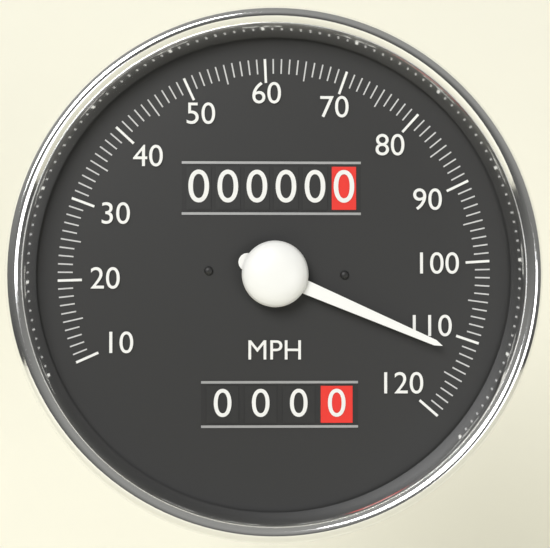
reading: 112 MPH
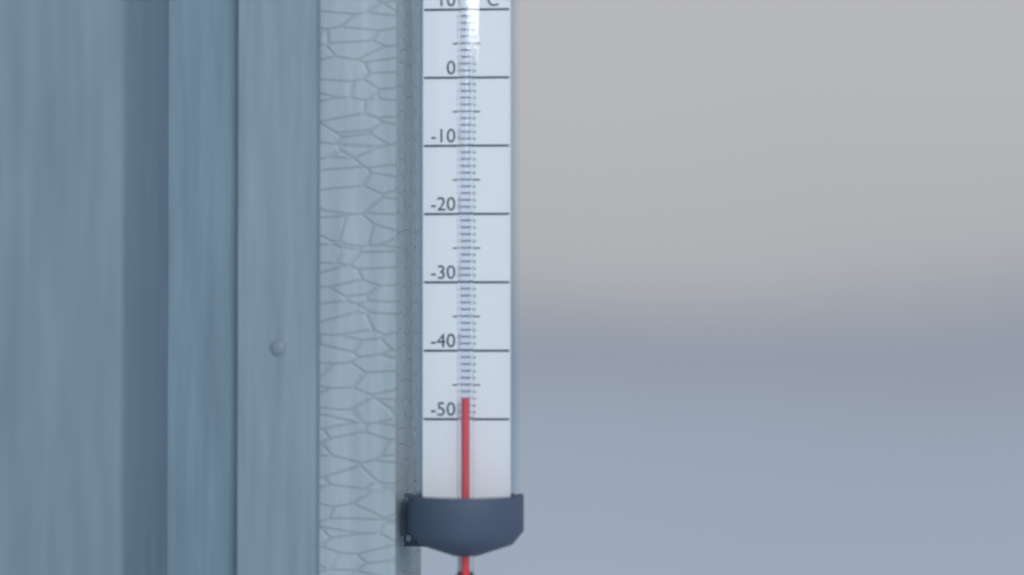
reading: -47 °C
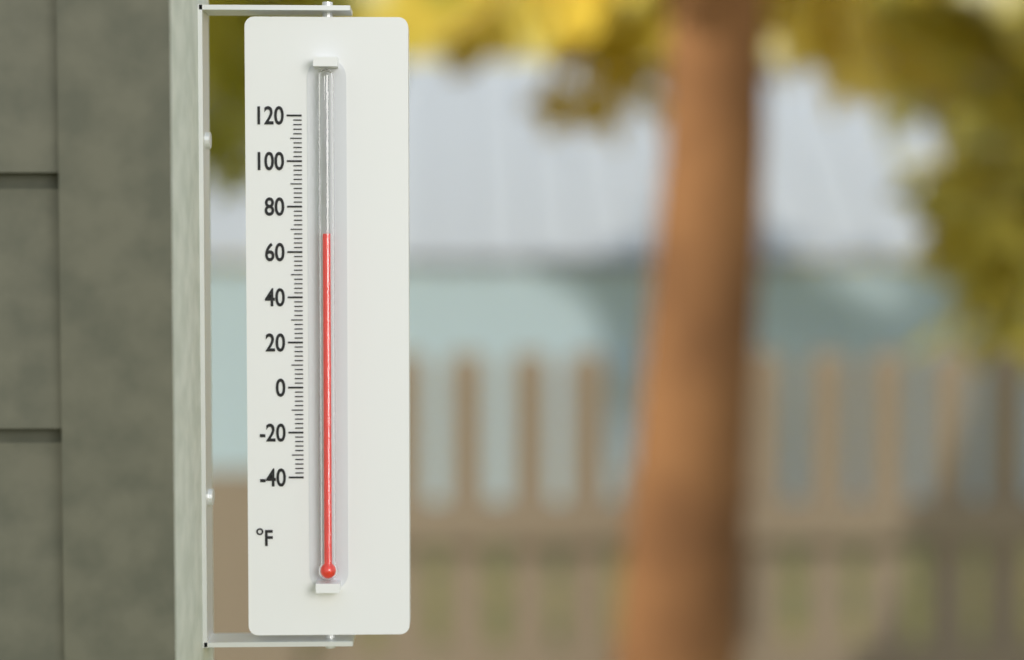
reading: 68 °F
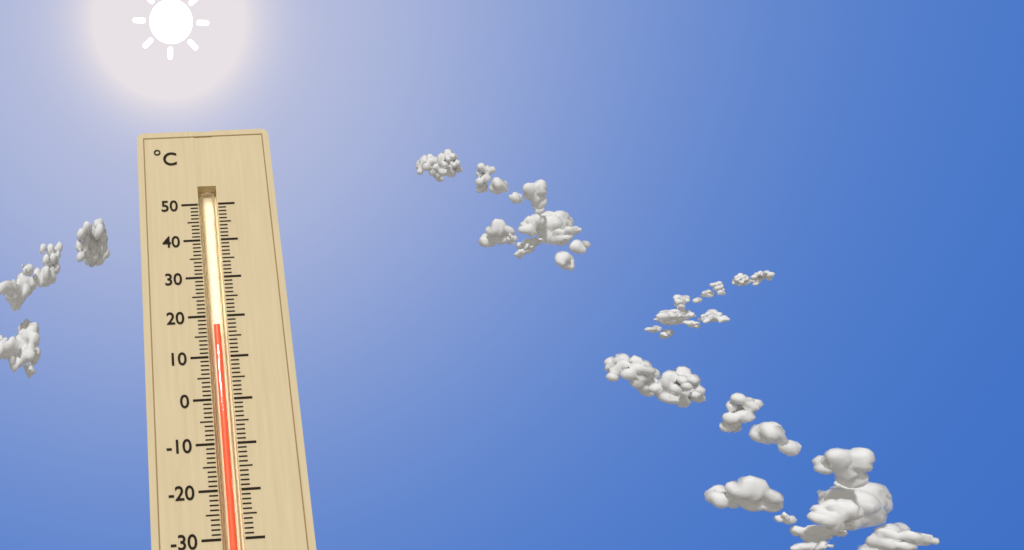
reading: 18 °C
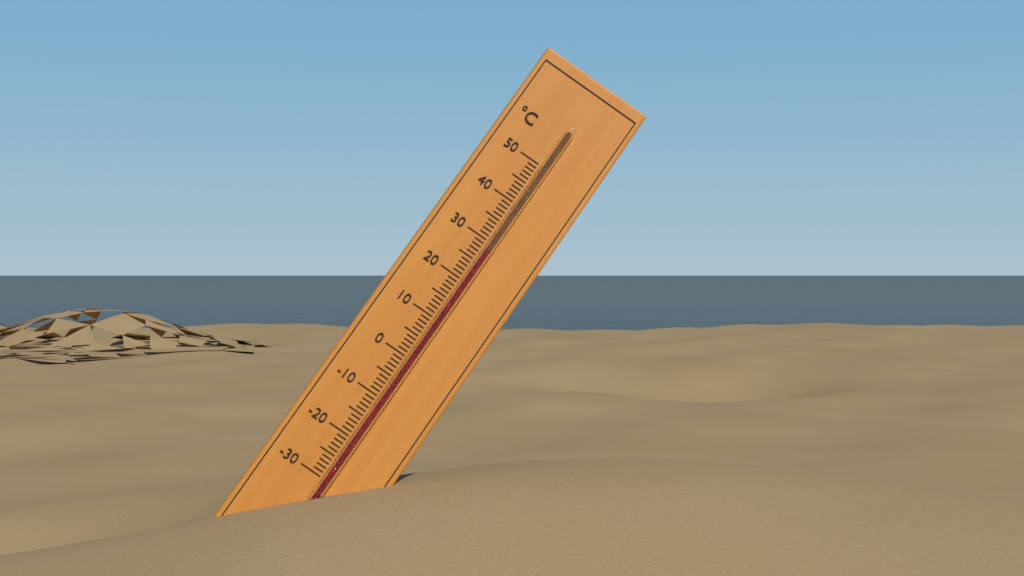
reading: 28 °C
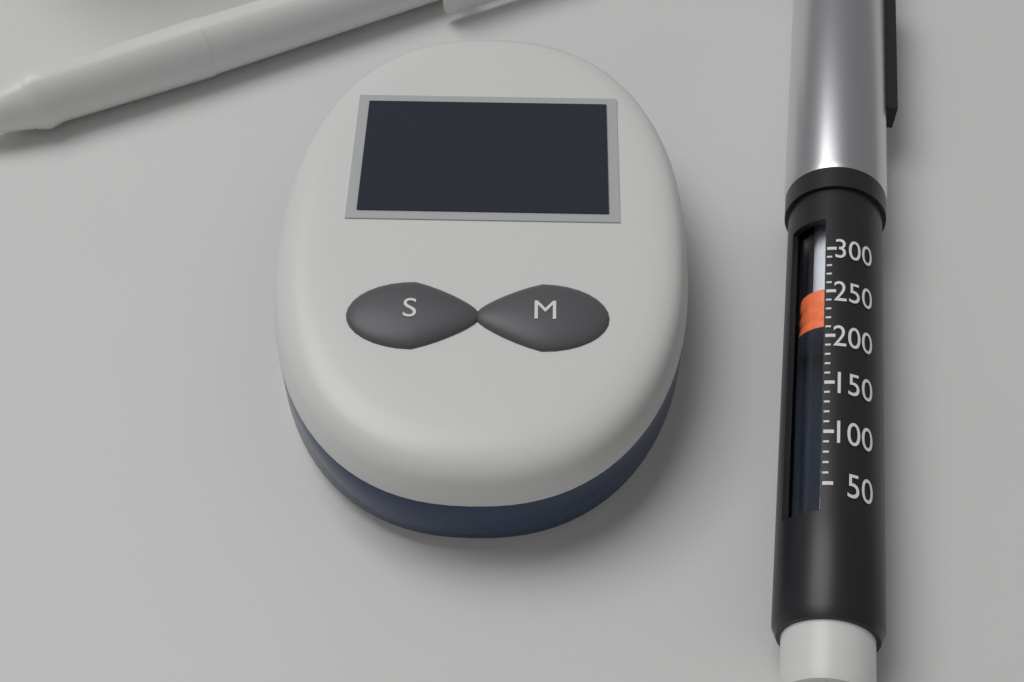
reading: 220 (no unit)
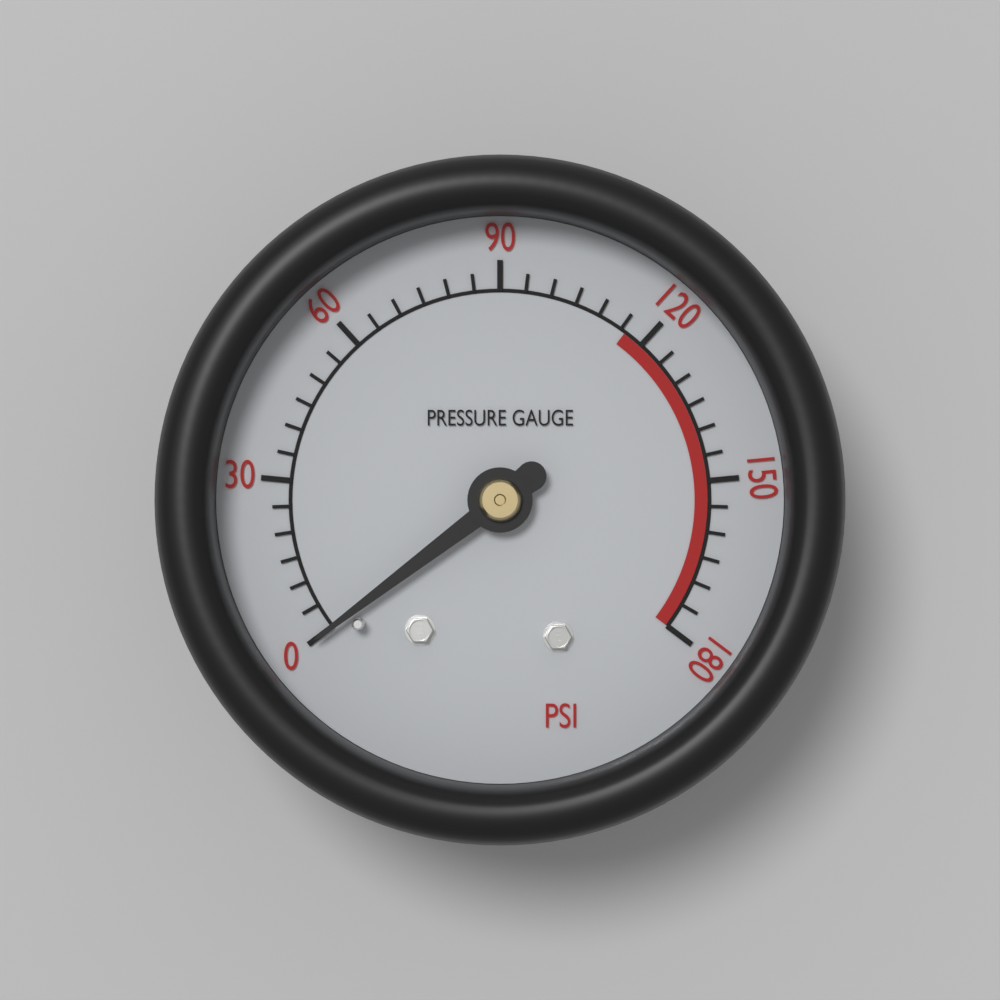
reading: 0 psi
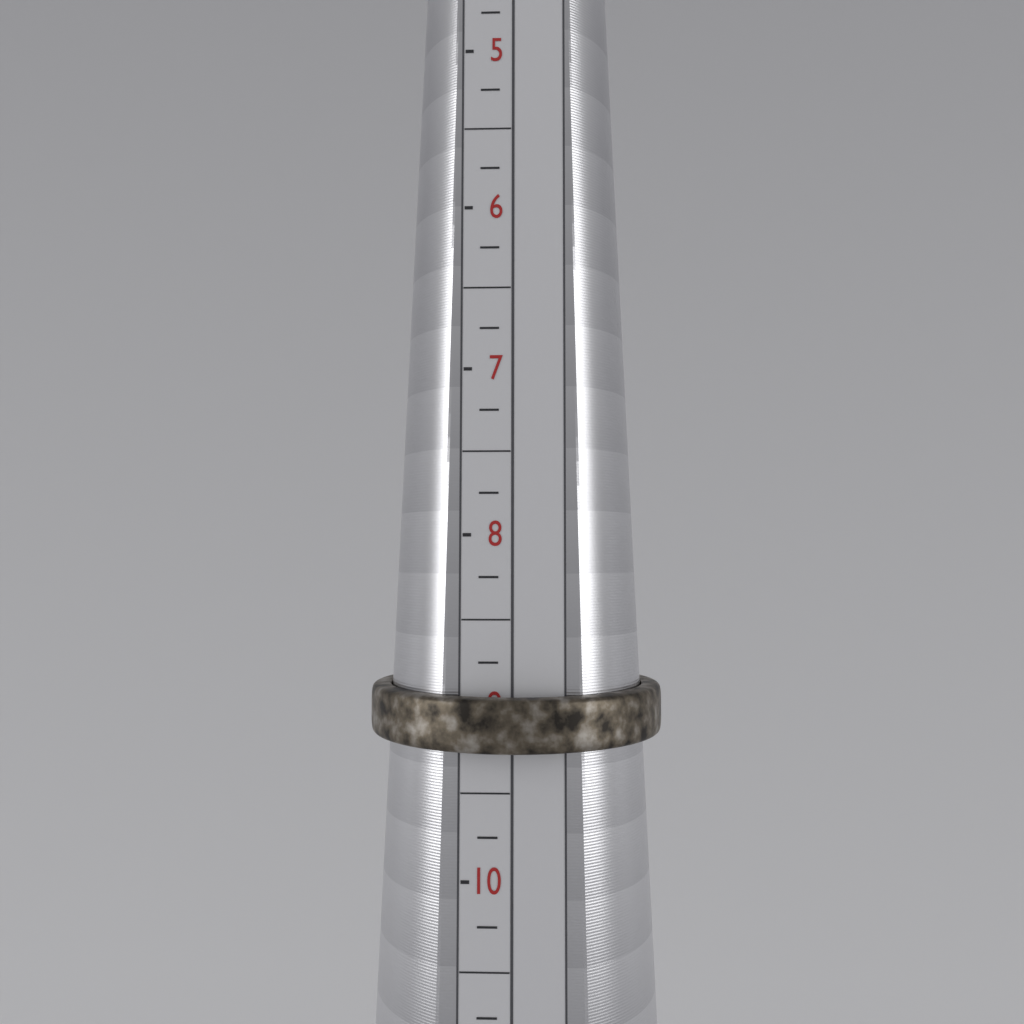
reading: 9.25 (no unit)
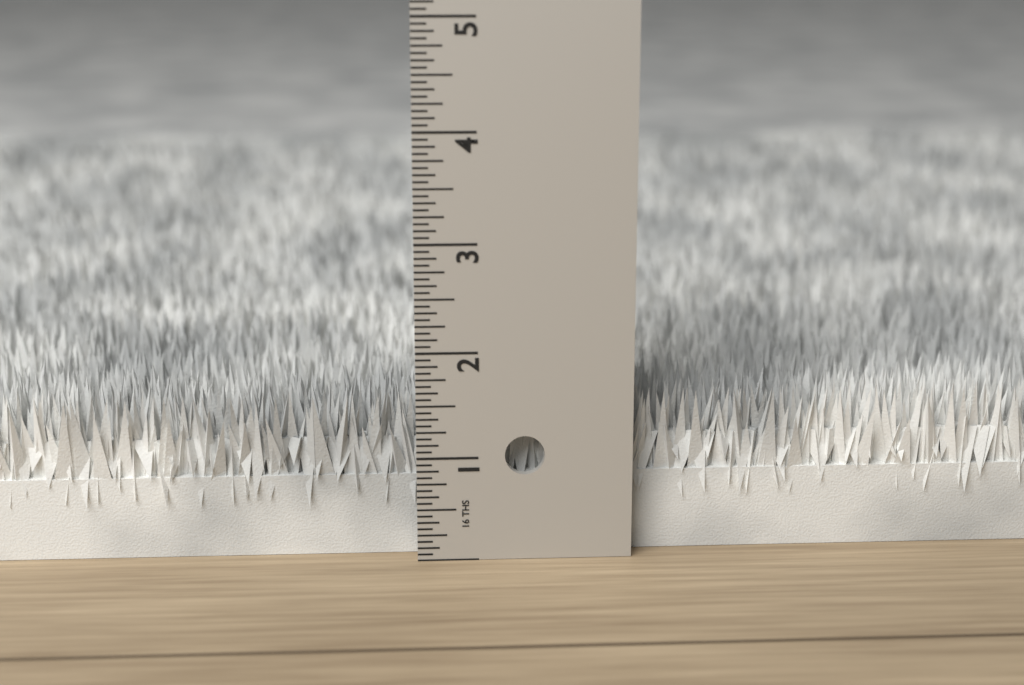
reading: 1.5625 in
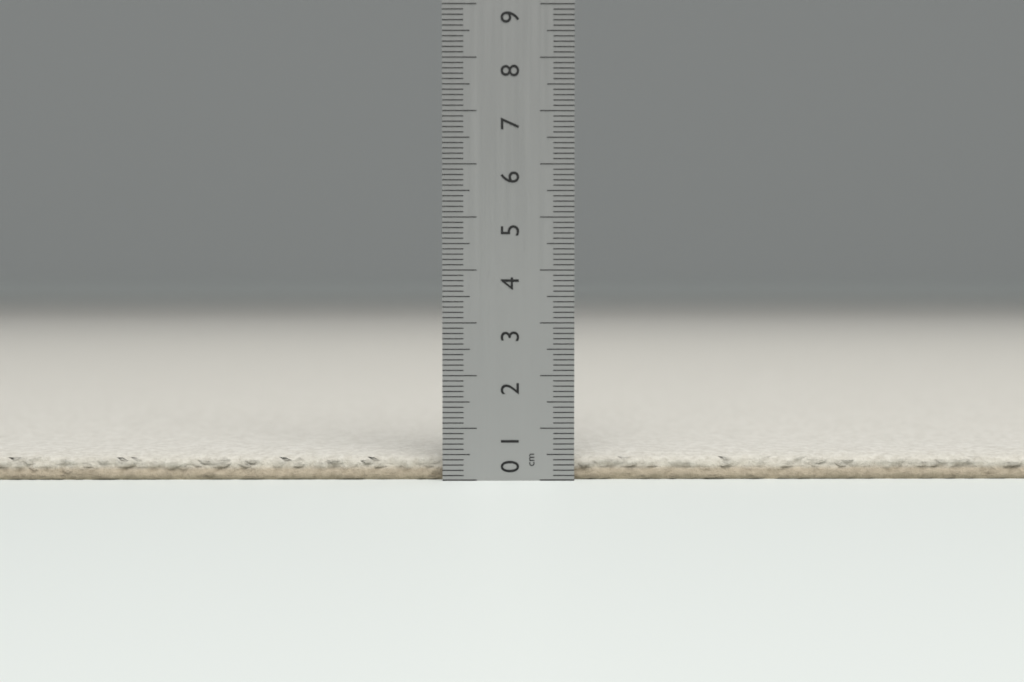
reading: 0.5 cm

▶ Task statement: Repeat the records word for word and drop any pictures.

▶ Response area:
reading: 112 MPH
reading: -47 °C
reading: 68 °F
reading: 18 °C
reading: 28 °C
reading: 220 (no unit)
reading: 0 psi
reading: 9.25 (no unit)
reading: 1.5625 in
reading: 0.5 cm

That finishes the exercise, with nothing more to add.